Once Colonna earns Braggadocio's trust, he notes that, "I couldn't figure out whether Braggadocio was a brilliant narrator who was feeding me his story in instalments, with the necessary suspense at each 'to be continued,' or whether he was still actually trying to piece the plot together."Īs a gripping political mystery, Numero Zero falls disappointingly short. I needed to talk to someone."Įven the novel's central mystery, a conspiracy theory offered up by the unfortunately-named Domani journalist Braggadocio that Mussolini did not perish at the end of World War Two and is alive and well thanks to imaginative autopsies and body doubles, suffers this same fate. Long tracts of information, or page after page listing journalistic cliches, are often concluded by a character saying, "Thanks for listening. We should be thankful if the book has been read by the author.") These prolonged tangents, unfortunately, make for clumsy storytelling. (Of the book review pages, Colonna suggests his staff: "Turn the wretched little book into something human that even a housewife will understand, so she has no regrets if she doesn't read it, and anyway, who reads books that newspapers review? Generally speaking, not even the reviewer. "All you have to do is recycle it."Įco has created a rich opportunity to thoroughly satirise the newspaper business and lampoon sensationalist journalism. "News doesn't need to be invented," he says.


Finding himself at the tail end of a miserable career of tutoring, translation and ghostwriting, Colonna warms to his lofty position, and is eager to impart his wisdom. The remaining four, oblivious, Domani reporters are subjected to long lectures about desired journalistic techniques: "Blue-skying" stories, dumbing down information, quoting imaginary sources and maintaining a thoroughly subjective editorial line while appearing objective.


Assignment:
Whenever a line of the data below holds the string "title", copy that line.

Information:
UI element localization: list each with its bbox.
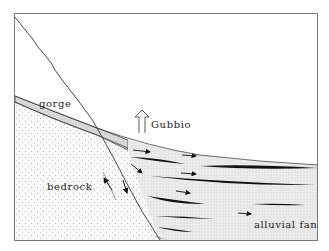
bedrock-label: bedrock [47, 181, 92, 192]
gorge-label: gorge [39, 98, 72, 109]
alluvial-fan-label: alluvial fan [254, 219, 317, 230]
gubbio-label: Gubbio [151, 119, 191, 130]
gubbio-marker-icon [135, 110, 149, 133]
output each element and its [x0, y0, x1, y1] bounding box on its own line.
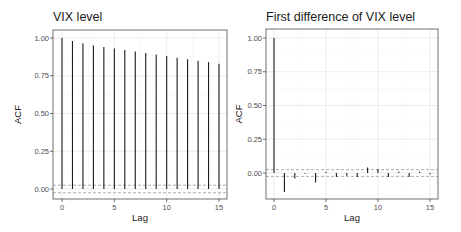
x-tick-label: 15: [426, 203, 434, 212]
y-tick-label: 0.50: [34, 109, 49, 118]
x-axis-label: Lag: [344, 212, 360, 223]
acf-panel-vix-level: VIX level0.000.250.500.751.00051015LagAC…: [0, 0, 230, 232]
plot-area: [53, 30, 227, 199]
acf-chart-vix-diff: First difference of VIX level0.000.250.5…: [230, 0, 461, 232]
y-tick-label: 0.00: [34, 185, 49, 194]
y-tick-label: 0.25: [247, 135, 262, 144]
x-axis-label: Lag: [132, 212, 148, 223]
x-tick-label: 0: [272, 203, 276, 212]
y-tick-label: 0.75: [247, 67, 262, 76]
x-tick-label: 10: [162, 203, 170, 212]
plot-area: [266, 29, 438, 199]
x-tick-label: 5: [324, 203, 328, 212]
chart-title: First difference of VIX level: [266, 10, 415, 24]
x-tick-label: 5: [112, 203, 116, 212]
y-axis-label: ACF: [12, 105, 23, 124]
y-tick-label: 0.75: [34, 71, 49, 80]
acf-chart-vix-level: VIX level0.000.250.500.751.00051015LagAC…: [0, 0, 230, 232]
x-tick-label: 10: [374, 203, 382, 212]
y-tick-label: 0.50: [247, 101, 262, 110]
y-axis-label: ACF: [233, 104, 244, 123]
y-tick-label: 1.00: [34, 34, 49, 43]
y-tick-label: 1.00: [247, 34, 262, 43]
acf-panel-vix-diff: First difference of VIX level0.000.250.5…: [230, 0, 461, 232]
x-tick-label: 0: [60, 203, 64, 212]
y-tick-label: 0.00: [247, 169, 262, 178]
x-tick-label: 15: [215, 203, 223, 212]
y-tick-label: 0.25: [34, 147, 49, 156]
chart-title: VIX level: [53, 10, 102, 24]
--
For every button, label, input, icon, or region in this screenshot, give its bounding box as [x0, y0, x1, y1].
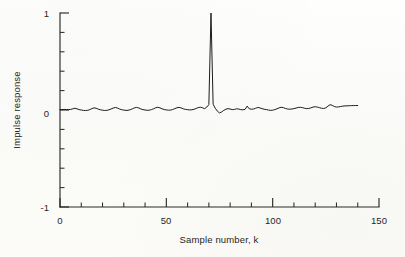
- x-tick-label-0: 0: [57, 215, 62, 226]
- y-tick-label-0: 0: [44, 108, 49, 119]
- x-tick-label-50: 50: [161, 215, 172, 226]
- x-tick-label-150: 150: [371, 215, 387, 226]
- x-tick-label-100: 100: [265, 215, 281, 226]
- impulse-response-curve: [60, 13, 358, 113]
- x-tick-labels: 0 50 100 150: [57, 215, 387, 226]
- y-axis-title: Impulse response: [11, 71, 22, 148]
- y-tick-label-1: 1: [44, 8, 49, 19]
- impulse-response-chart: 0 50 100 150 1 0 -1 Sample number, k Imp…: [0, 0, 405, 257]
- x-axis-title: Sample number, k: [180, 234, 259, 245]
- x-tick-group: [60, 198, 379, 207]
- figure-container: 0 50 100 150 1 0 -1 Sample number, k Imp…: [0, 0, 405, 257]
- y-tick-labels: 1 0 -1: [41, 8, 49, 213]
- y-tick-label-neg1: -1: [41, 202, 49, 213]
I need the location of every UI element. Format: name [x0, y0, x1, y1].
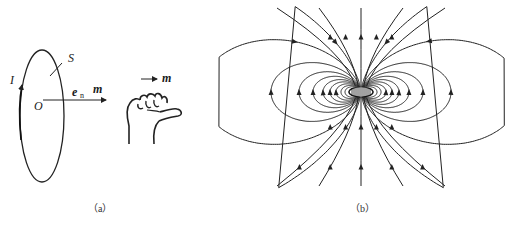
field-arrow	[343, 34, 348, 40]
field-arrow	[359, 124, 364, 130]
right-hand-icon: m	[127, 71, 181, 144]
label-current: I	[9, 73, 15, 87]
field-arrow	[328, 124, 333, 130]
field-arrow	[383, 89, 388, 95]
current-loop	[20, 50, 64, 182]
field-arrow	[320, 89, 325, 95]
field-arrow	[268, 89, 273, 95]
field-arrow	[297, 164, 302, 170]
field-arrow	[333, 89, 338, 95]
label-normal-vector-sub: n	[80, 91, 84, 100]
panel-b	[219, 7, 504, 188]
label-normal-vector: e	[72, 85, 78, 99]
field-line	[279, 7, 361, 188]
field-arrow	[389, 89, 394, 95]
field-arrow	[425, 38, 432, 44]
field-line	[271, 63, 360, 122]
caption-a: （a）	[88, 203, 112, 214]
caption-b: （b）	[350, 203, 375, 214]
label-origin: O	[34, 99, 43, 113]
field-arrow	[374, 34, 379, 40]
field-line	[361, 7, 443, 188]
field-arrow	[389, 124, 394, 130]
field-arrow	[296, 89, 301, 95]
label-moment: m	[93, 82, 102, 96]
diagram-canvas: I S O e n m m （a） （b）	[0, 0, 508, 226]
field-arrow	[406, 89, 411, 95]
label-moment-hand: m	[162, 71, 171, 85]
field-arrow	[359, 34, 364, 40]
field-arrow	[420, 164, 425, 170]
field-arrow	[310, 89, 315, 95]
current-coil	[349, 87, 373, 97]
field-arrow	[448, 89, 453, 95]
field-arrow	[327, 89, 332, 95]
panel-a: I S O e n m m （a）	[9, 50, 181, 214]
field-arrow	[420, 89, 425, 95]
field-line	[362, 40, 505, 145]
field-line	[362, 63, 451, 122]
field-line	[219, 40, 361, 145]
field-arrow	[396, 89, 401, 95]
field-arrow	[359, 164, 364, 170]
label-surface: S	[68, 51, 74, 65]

Completed exercise:
chart-title: First difference of VIX level: [266, 10, 415, 24]
chart-title: VIX level: [53, 10, 102, 24]
- y-axis-title: Impulse response: [11, 71, 22, 148]
- x-axis-title: Sample number, k: [180, 234, 259, 245]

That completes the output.